Natanz suffered a mysterious explosion at its advanced centrifuge assembly plant in July, which authorities later labeled as sabotageIran is now rebuilding that facility deep in a nearby mountain.

Israel, Iran’s regional nemesis, is suspected of launching an attack there and carrying out other attacks, as world powers are now negotiating their nuclear deal with Tehran in Vienna.

Iran also blamed Israel for the murder of a scientist which began the country’s military nuclear program decades earlier. Israel has not claimed any of the attacks, although Prime Minister Benjamin Netanyahu has repeatedly described Iran as the biggest threat his country has faced in recent weeks.
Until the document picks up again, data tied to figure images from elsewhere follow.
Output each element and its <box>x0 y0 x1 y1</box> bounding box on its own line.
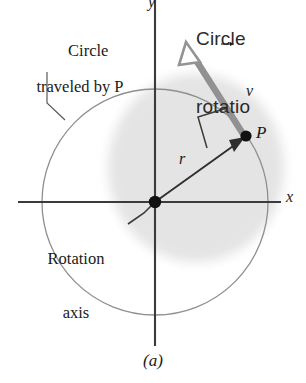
clipped-header-line1: Circle <box>196 29 250 50</box>
clipped-header-text: Circle rotatio <box>196 0 250 158</box>
clipped-header-line2: rotatio <box>196 97 250 118</box>
figure-caption: (a) <box>0 352 306 370</box>
rotational-motion-figure: Circle traveled by P Rotation axis x y P… <box>0 0 306 383</box>
point-p-label: P <box>256 124 266 142</box>
rotation-axis-label-line2: axis <box>20 304 132 322</box>
x-axis-label: x <box>286 188 293 205</box>
rotation-axis-label-line1: Rotation <box>20 250 132 268</box>
circle-traveled-label-line2: traveled by P <box>18 78 142 96</box>
rotation-axis-label: Rotation axis <box>20 214 132 358</box>
y-axis-label: y <box>148 0 155 10</box>
circle-traveled-label-line1: Circle <box>68 41 108 60</box>
circle-traveled-label: Circle traveled by P <box>18 24 142 132</box>
origin-dot <box>149 196 161 208</box>
radius-label: r <box>179 150 185 167</box>
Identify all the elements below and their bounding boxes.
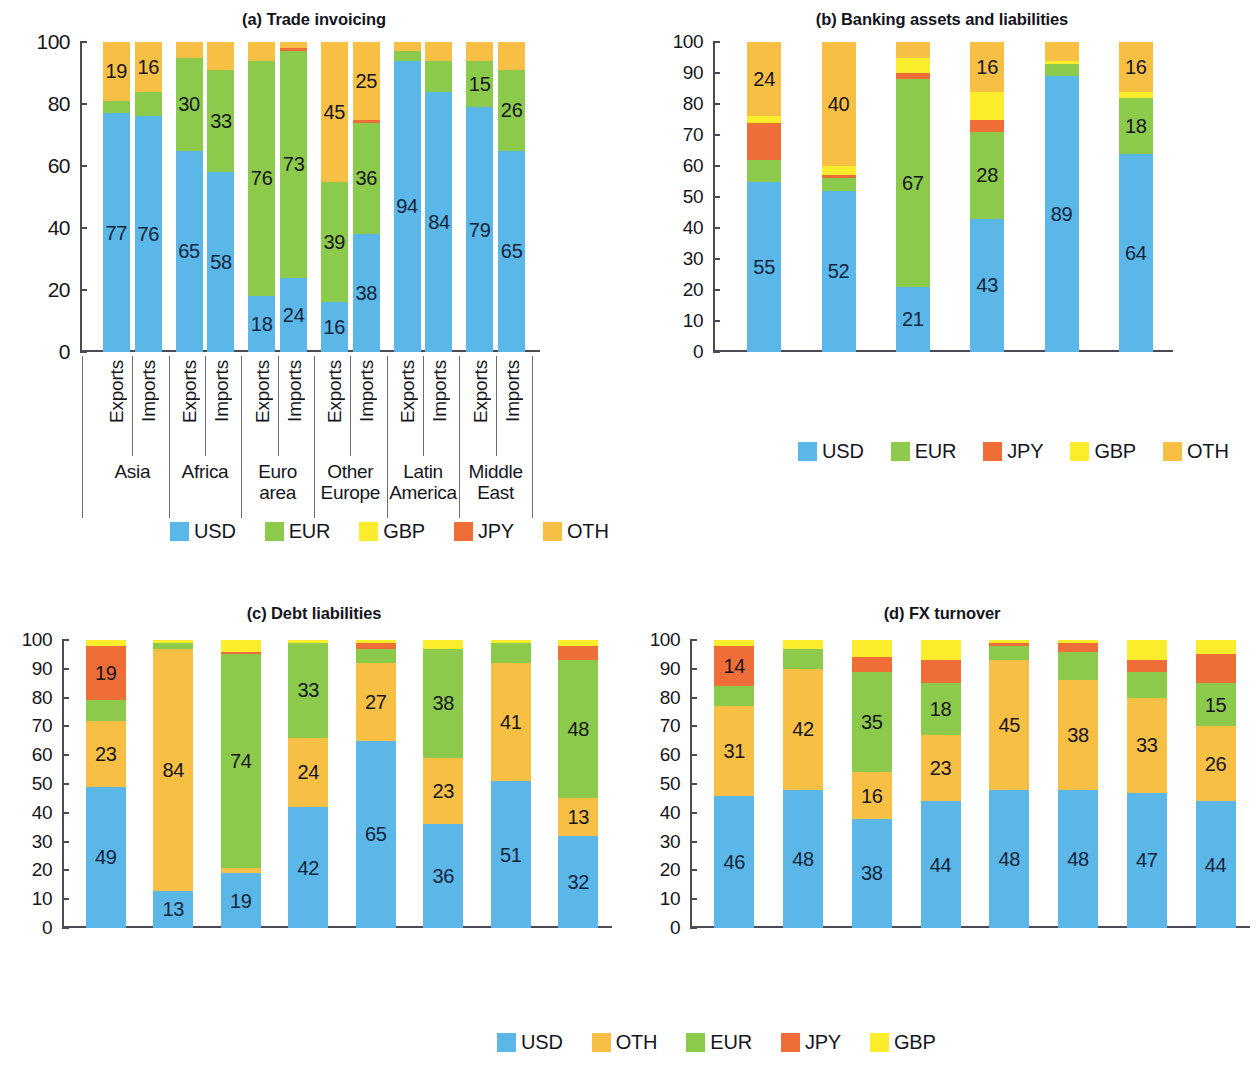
bar-segment-oth — [280, 42, 307, 48]
bar-segment-eur: 18 — [1119, 98, 1153, 154]
y-axis-tick-label: 0 — [59, 340, 80, 364]
y-axis-tick-mark — [713, 134, 720, 136]
panel-c-title: (c) Debt liabilities — [0, 604, 628, 623]
stacked-bar: 1876 — [248, 42, 275, 352]
y-axis-tick-mark — [80, 351, 87, 353]
bar-value-label: 36 — [355, 168, 377, 188]
y-axis-tick-mark — [62, 927, 69, 929]
bar-value-label: 48 — [1067, 849, 1089, 869]
bar-segment-gbp — [970, 92, 1004, 120]
y-axis-tick-label: 40 — [660, 802, 690, 824]
y-axis-tick-label: 50 — [32, 773, 62, 795]
y-axis-tick-mark — [62, 668, 69, 670]
bar-value-label: 14 — [724, 656, 746, 676]
y-axis-tick-mark — [62, 754, 69, 756]
stacked-bar: 4845 — [989, 640, 1029, 928]
bar-segment-oth: 25 — [353, 42, 380, 120]
bar-segment-usd: 38 — [852, 819, 892, 928]
bar-segment-usd: 76 — [135, 116, 162, 352]
bar-segment-usd: 77 — [103, 113, 130, 352]
bar-value-label: 16 — [137, 57, 159, 77]
stacked-bar: 362338 — [423, 640, 463, 928]
bar-segment-jpy — [970, 120, 1004, 132]
bar-value-label: 38 — [355, 283, 377, 303]
y-axis-tick-label: 90 — [32, 658, 62, 680]
y-axis-tick-label: 20 — [660, 859, 690, 881]
bar-segment-usd: 44 — [1196, 801, 1236, 928]
bar-value-label: 41 — [500, 712, 522, 732]
legend-item-gbp: GBP — [1070, 440, 1136, 463]
y-axis-tick-label: 100 — [673, 31, 713, 53]
bar-segment-jpy — [747, 123, 781, 160]
bar-segment-oth: 33 — [1127, 698, 1167, 793]
legend-swatch-eur-icon — [265, 522, 284, 541]
bar-segment-usd: 65 — [356, 741, 396, 928]
legend-item-gbp: GBP — [359, 520, 425, 543]
y-axis-tick-mark — [690, 898, 697, 900]
y-axis-tick-mark — [690, 697, 697, 699]
bar-segment-gbp — [558, 640, 598, 646]
panel-b-legend: USDEURJPYGBPOTH — [798, 440, 1249, 463]
bar-segment-gbp — [747, 116, 781, 122]
y-axis-tick-mark — [713, 196, 720, 198]
stacked-bar: 2473 — [280, 42, 307, 352]
legend-swatch-gbp-icon — [359, 522, 378, 541]
bar-value-label: 47 — [1136, 850, 1158, 870]
bar-value-label: 58 — [210, 252, 232, 272]
bar-segment-oth: 24 — [747, 42, 781, 116]
stacked-bar: 1384 — [153, 640, 193, 928]
y-axis-tick-mark — [713, 258, 720, 260]
legend-swatch-usd-icon — [798, 442, 817, 461]
x-axis-sublabel: Exports — [397, 360, 419, 423]
bar-segment-oth: 42 — [783, 669, 823, 790]
stacked-bar: 442318 — [921, 640, 961, 928]
bar-value-label: 31 — [724, 741, 746, 761]
bar-segment-usd: 52 — [822, 191, 856, 352]
bar-segment-eur: 33 — [288, 643, 328, 738]
stacked-bar: 1974 — [221, 640, 261, 928]
bar-segment-gbp — [153, 640, 193, 643]
bar-value-label: 44 — [930, 855, 952, 875]
bar-segment-eur: 38 — [423, 649, 463, 758]
bar-segment-jpy — [558, 646, 598, 660]
bar-segment-jpy — [1196, 654, 1236, 683]
legend-label: USD — [194, 520, 236, 543]
y-axis-tick-mark — [713, 103, 720, 105]
bar-segment-eur: 28 — [970, 132, 1004, 219]
y-axis-tick-mark — [62, 841, 69, 843]
bar-value-label: 24 — [297, 762, 319, 782]
y-axis-tick-label: 20 — [32, 859, 62, 881]
stacked-bar: 84 — [425, 42, 452, 352]
bar-segment-eur — [1058, 652, 1098, 681]
bar-segment-eur — [356, 649, 396, 663]
bar-segment-oth — [466, 42, 493, 61]
bar-segment-eur: 26 — [498, 70, 525, 151]
x-axis-sublabel: Exports — [179, 360, 201, 423]
bar-segment-eur — [491, 643, 531, 663]
x-axis-sublabel: Imports — [284, 360, 306, 422]
y-axis-tick-mark — [80, 165, 87, 167]
panel-b-plot: 55245240216743281689641816 0102030405060… — [713, 42, 1173, 352]
bar-value-label: 19 — [106, 61, 128, 81]
bar-value-label: 51 — [500, 845, 522, 865]
bar-value-label: 89 — [1051, 204, 1073, 224]
bar-value-label: 49 — [95, 847, 117, 867]
panel-d-plot: 4631144842381635442318484548384733442615… — [690, 640, 1250, 928]
x-axis-sublabel: Exports — [252, 360, 274, 423]
stacked-bar: 463114 — [714, 640, 754, 928]
bar-segment-eur — [783, 649, 823, 669]
bar-segment-eur — [822, 178, 856, 190]
legend-item-usd: USD — [497, 1031, 563, 1054]
y-axis-tick-mark — [713, 320, 720, 322]
bar-value-label: 21 — [902, 309, 924, 329]
bar-value-label: 94 — [396, 196, 418, 216]
legend-swatch-gbp-icon — [870, 1033, 889, 1052]
bar-segment-usd: 84 — [425, 92, 452, 352]
bar-segment-usd: 55 — [747, 182, 781, 353]
bar-segment-oth: 16 — [1119, 42, 1153, 92]
x-axis-sublabel: Exports — [324, 360, 346, 423]
bar-segment-gbp — [1127, 640, 1167, 660]
panel-a-title: (a) Trade invoicing — [0, 10, 628, 29]
bar-segment-jpy — [896, 73, 930, 79]
bar-segment-oth: 23 — [921, 735, 961, 801]
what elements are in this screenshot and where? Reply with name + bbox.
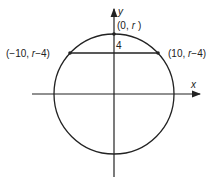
right-point-label: (10, r−4) (168, 48, 206, 59)
left-point-label: (−10, r−4) (6, 48, 50, 59)
top-point-label: (0,r) (117, 20, 141, 31)
segment-length-label: 4 (116, 40, 122, 51)
y-axis-label: y (117, 6, 124, 17)
circle-diagram: y x (0,r) 4 (−10, r−4) (10, r−4) (0, 0, 217, 180)
x-axis-label: x (190, 79, 197, 90)
point-right (156, 51, 160, 55)
point-top (112, 32, 116, 36)
point-left (68, 51, 72, 55)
Israeli officials could not be immediately reached for comment. US Defense Secretary Lloyd Austin landed in Israel on Sunday for talks with Netanyahu and Israeli Defense Secretary Benny Gantz.

Natanz today houses the country’s main uranium enrichment facility. In the long underground halls, centrifuges quickly spin uranium hexafluoride gas to enrich uranium.

On Saturday, Iran announced that it had launched a chain of 164 IR-6 centrifuges at the plant. Officials also began testing the IR-9 centrifuge, which they say will enrich uranium 50 times faster than Iran’s first-generation centrifuges, the IR-1. The nuclear deal limited Iran to using only IR-1s for enrichment.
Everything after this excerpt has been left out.